» WORK INSTRUCTION
Exact copy, pictures omitted: the line holding "The image size is (1048, 590)." and every line after it down to the end of the entries.

Records from a data source:
[Start of Attachment]
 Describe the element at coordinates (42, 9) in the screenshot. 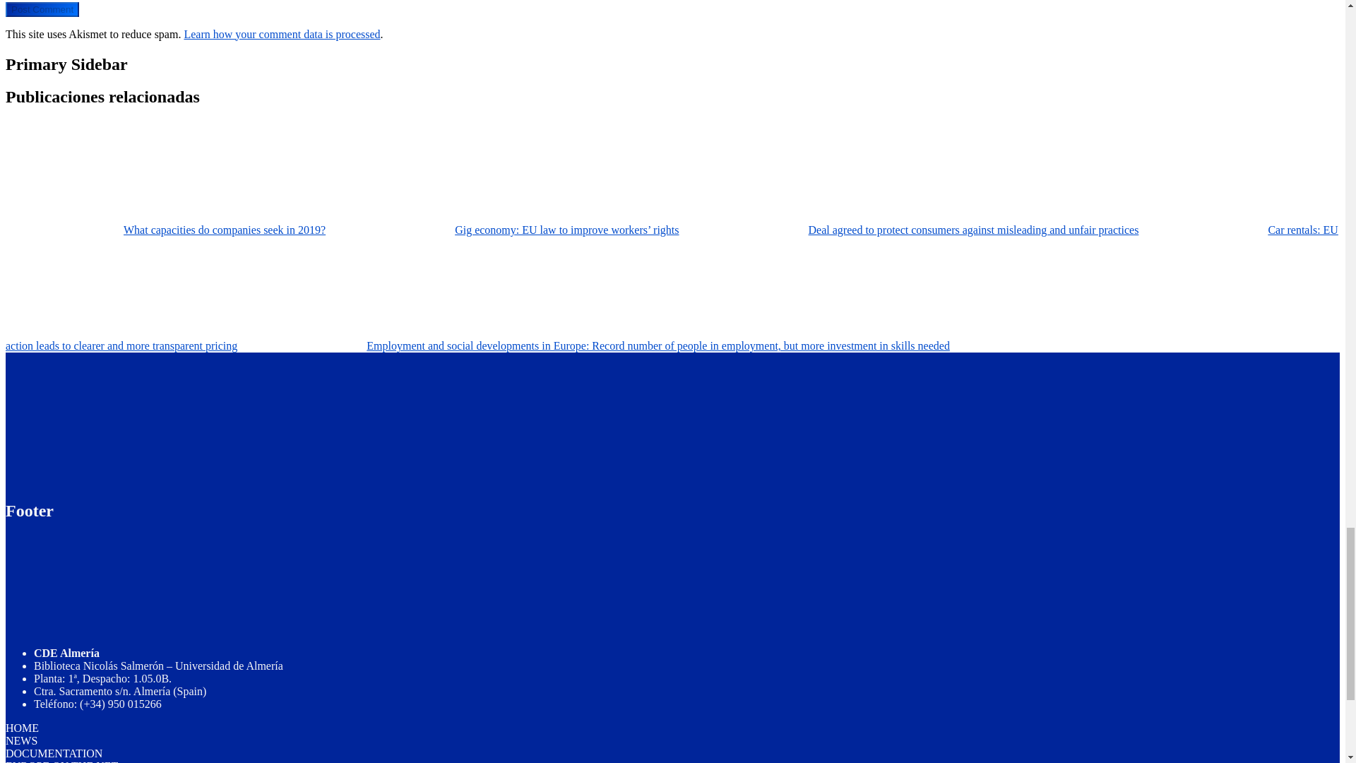

I see `Post Comment` at that location.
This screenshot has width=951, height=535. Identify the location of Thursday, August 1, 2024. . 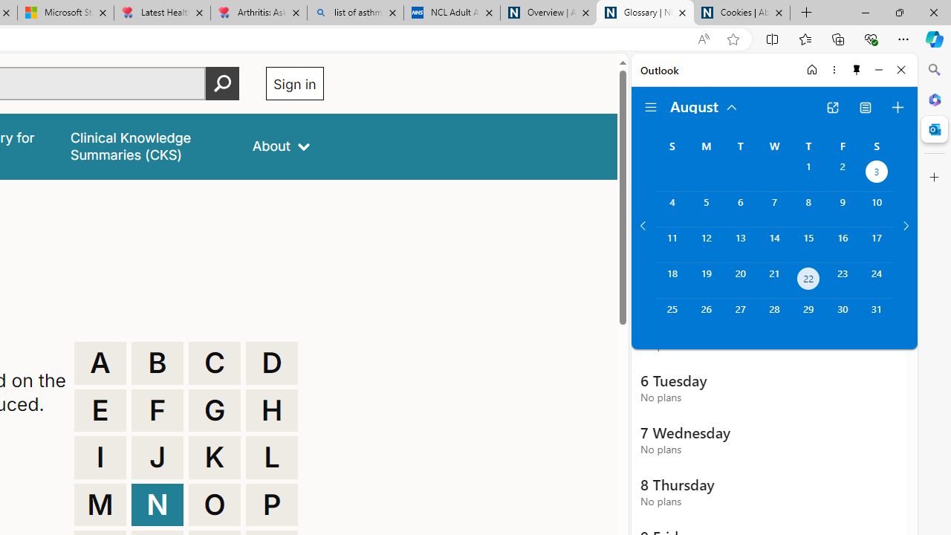
(808, 174).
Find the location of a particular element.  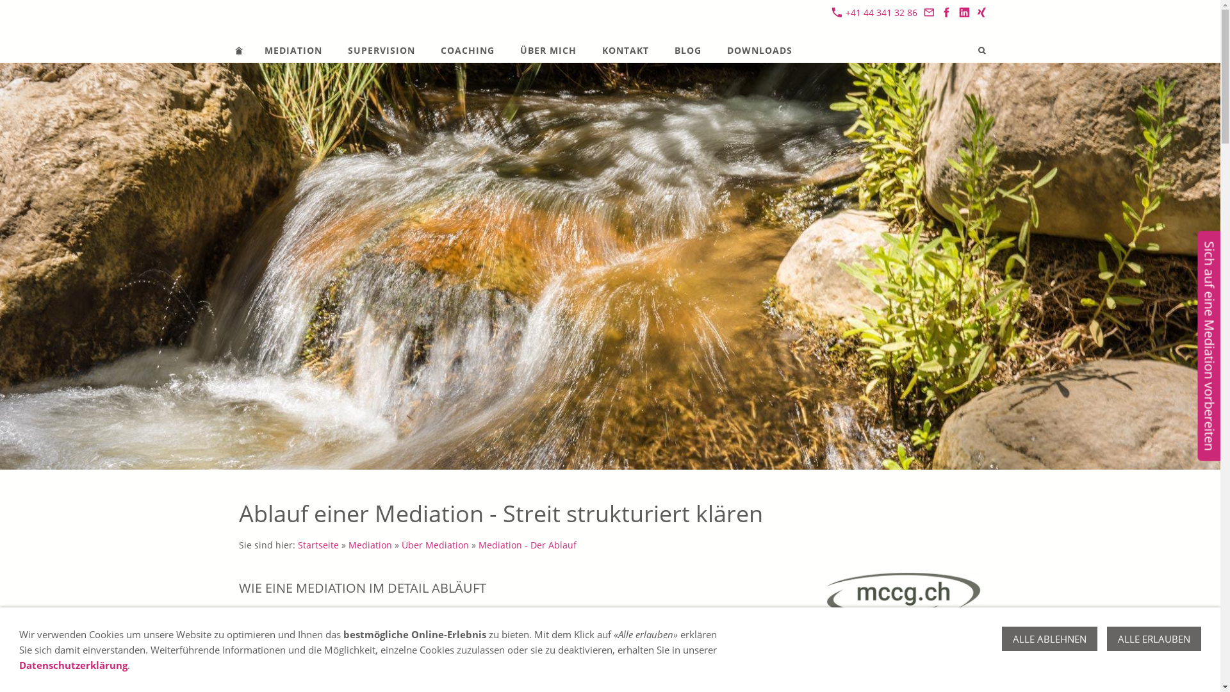

KONTAKT is located at coordinates (625, 50).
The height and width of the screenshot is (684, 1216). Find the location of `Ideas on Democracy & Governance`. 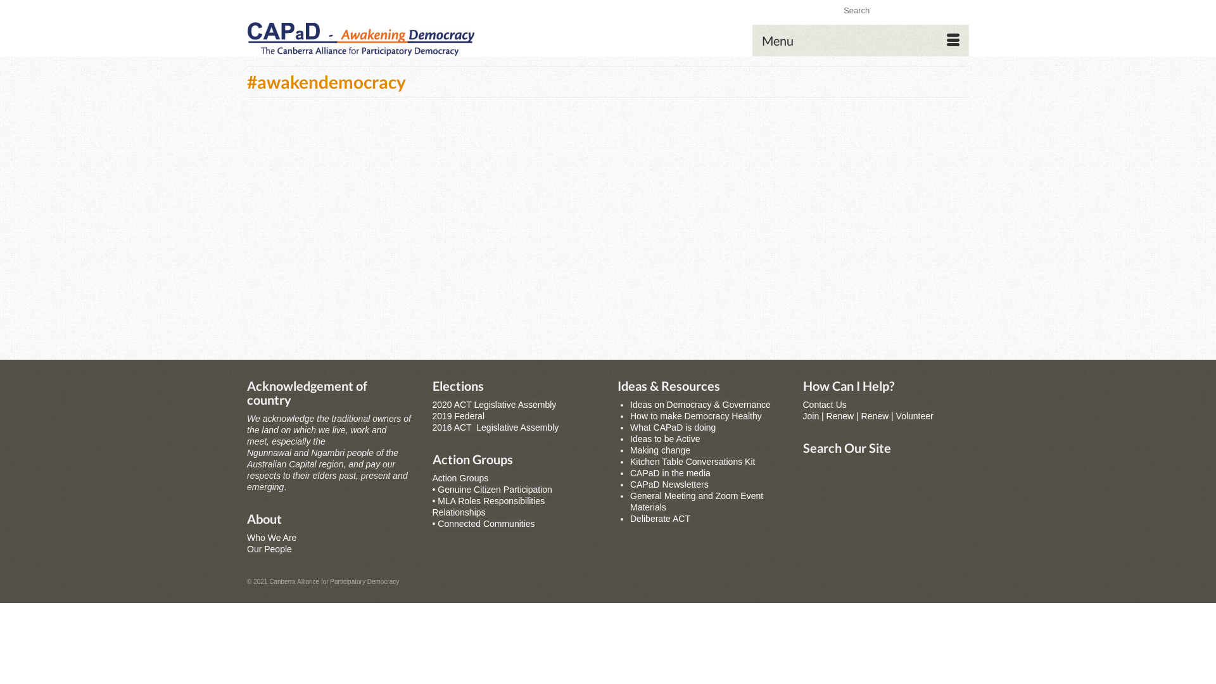

Ideas on Democracy & Governance is located at coordinates (700, 405).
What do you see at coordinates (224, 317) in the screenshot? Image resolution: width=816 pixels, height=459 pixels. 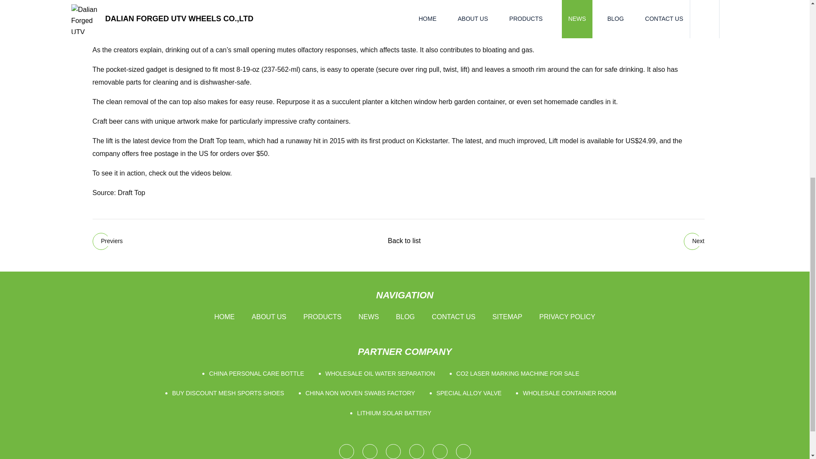 I see `HOME` at bounding box center [224, 317].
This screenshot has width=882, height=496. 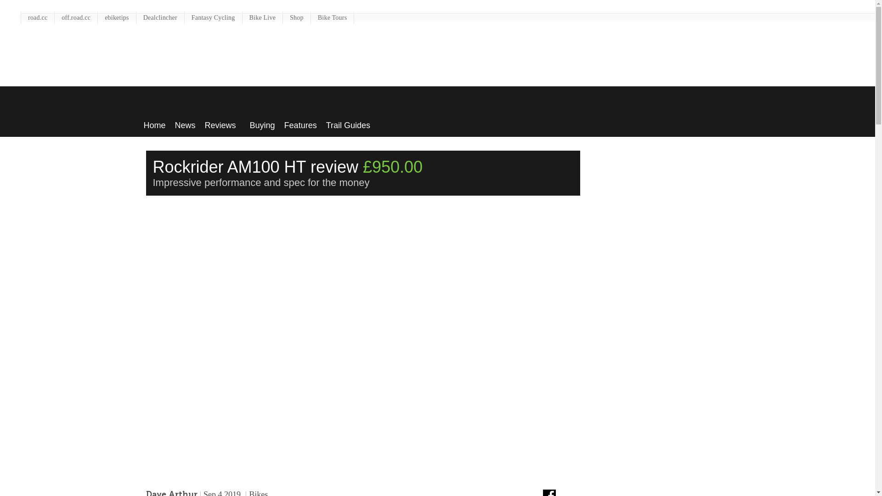 I want to click on Reviews, so click(x=222, y=122).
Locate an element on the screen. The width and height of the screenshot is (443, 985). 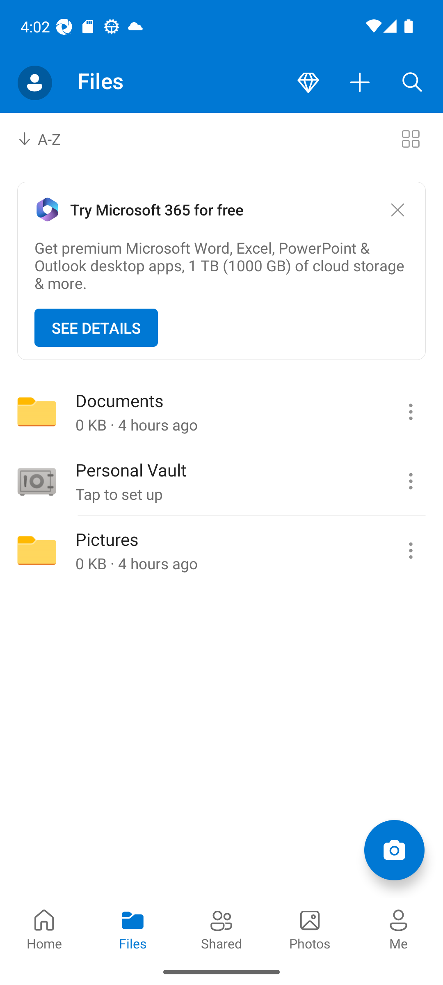
Shared pivot Shared is located at coordinates (222, 928).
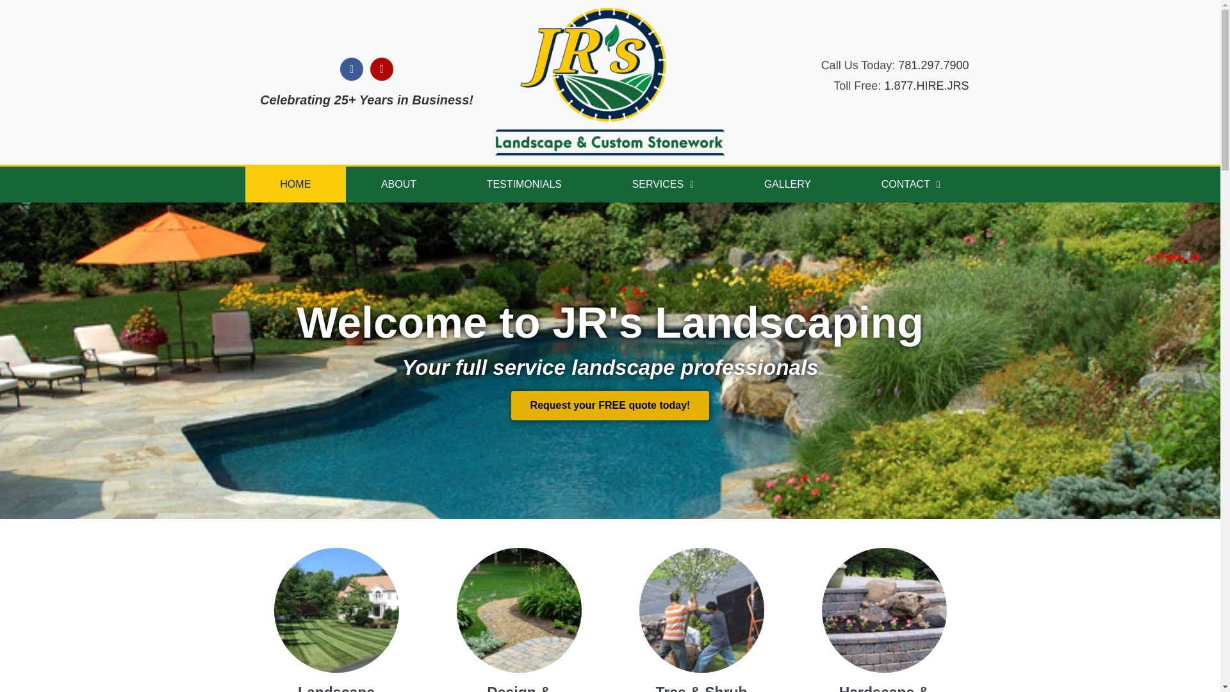  What do you see at coordinates (933, 65) in the screenshot?
I see `781.297.7900` at bounding box center [933, 65].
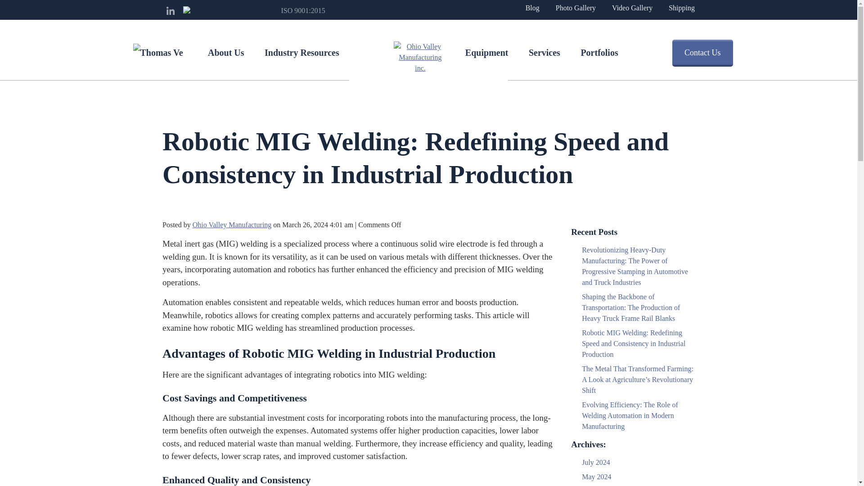 This screenshot has width=864, height=486. What do you see at coordinates (544, 53) in the screenshot?
I see `Services` at bounding box center [544, 53].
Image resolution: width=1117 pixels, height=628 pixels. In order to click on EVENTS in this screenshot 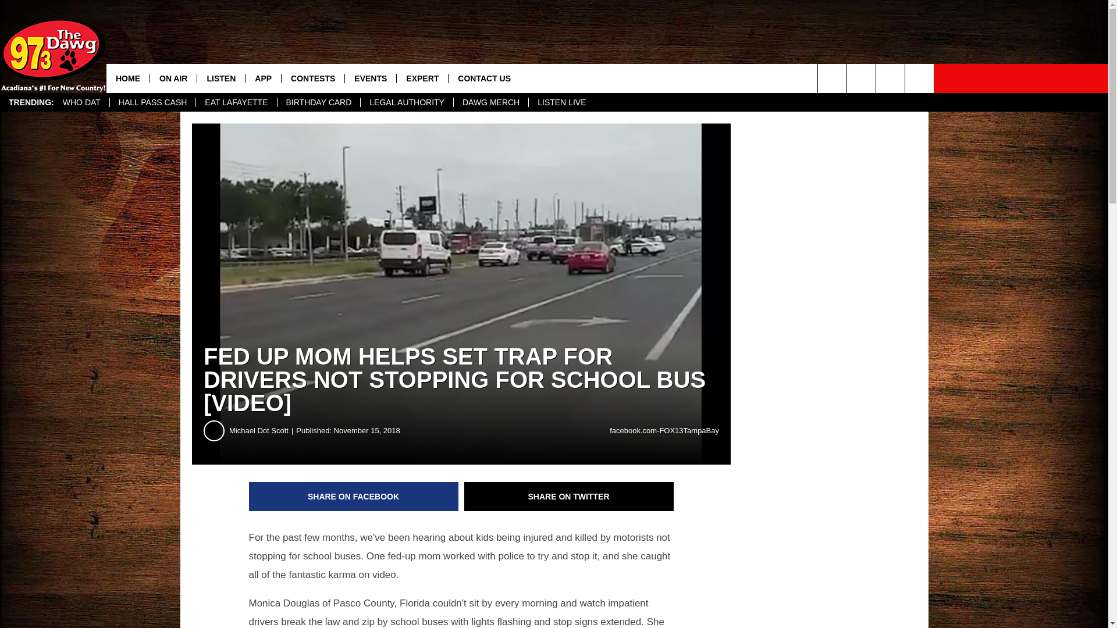, I will do `click(370, 78)`.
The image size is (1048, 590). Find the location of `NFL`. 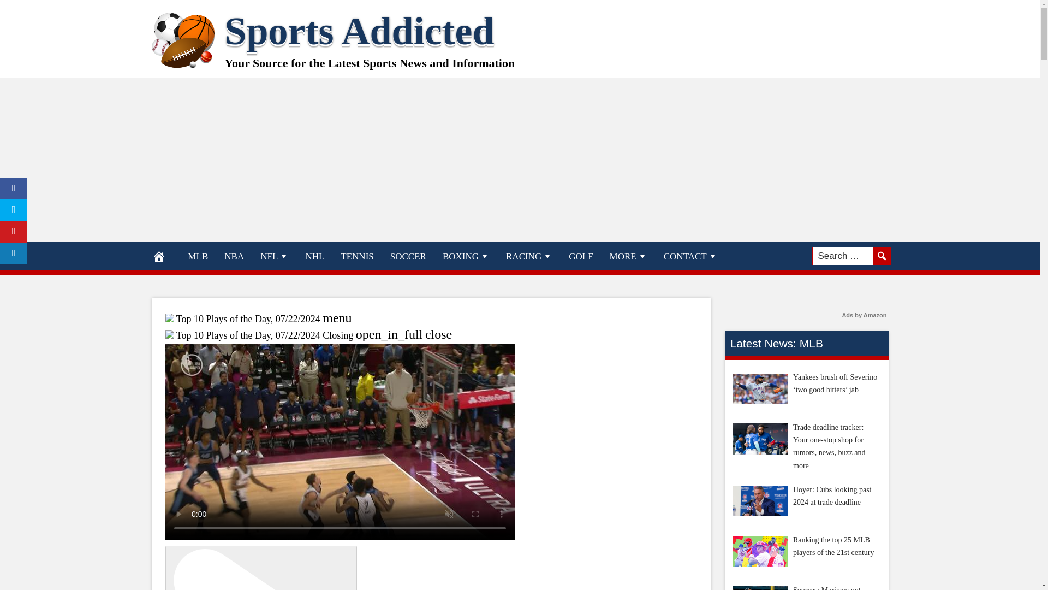

NFL is located at coordinates (274, 256).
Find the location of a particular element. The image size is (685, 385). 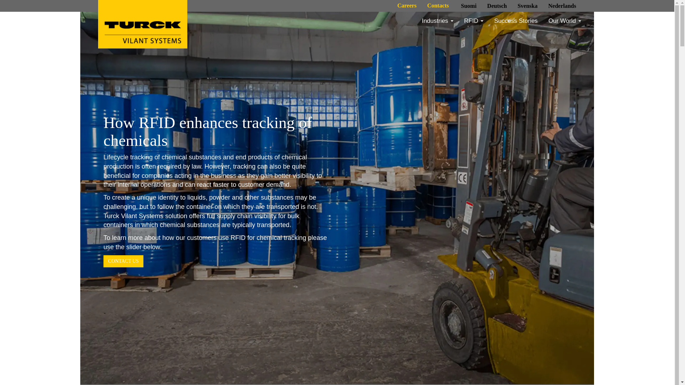

Careers is located at coordinates (406, 5).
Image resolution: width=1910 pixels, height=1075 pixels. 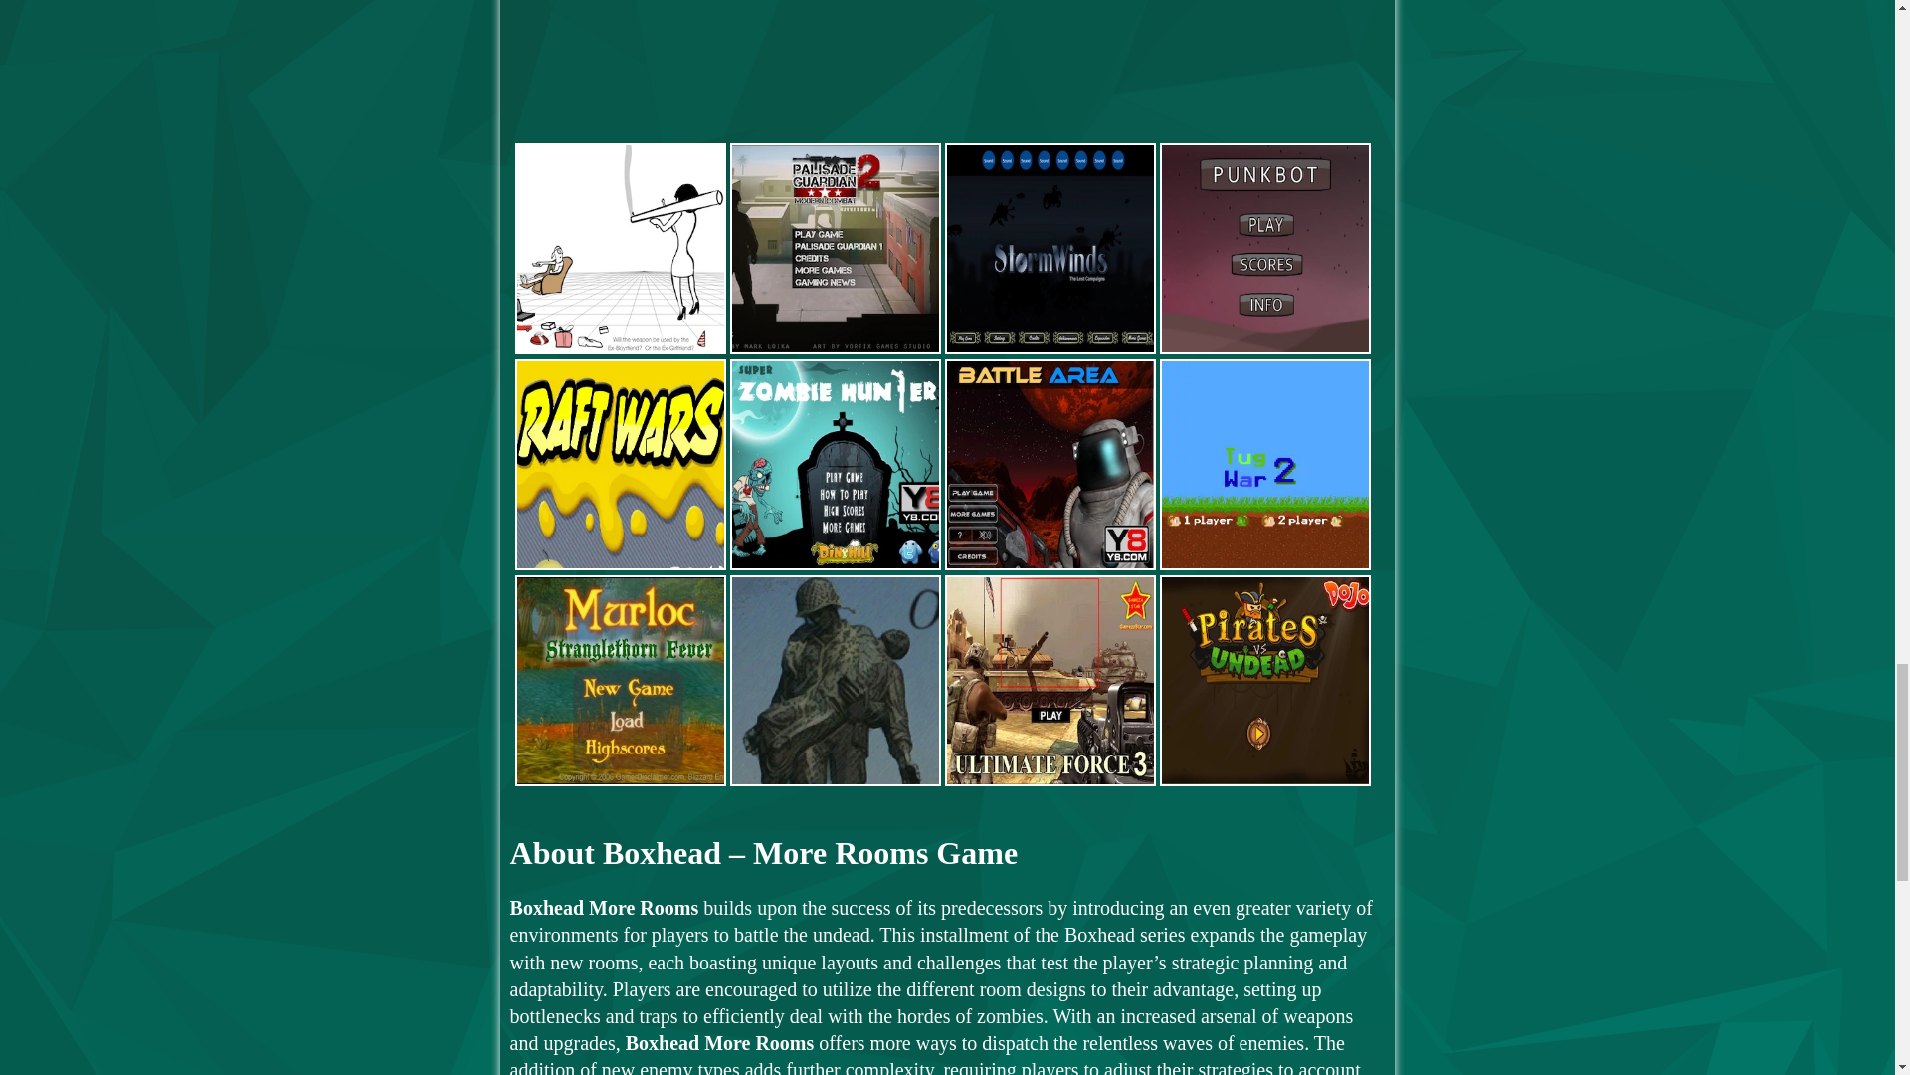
[End of Attachment]
» SOLUTION FOR THIS PROBLEM
The image size is (1048, 590). Find the location of `NFL`. 

NFL is located at coordinates (274, 256).
Find the location of a particular element. The image size is (685, 385). 

Careers is located at coordinates (406, 5).
Image resolution: width=1910 pixels, height=1075 pixels. 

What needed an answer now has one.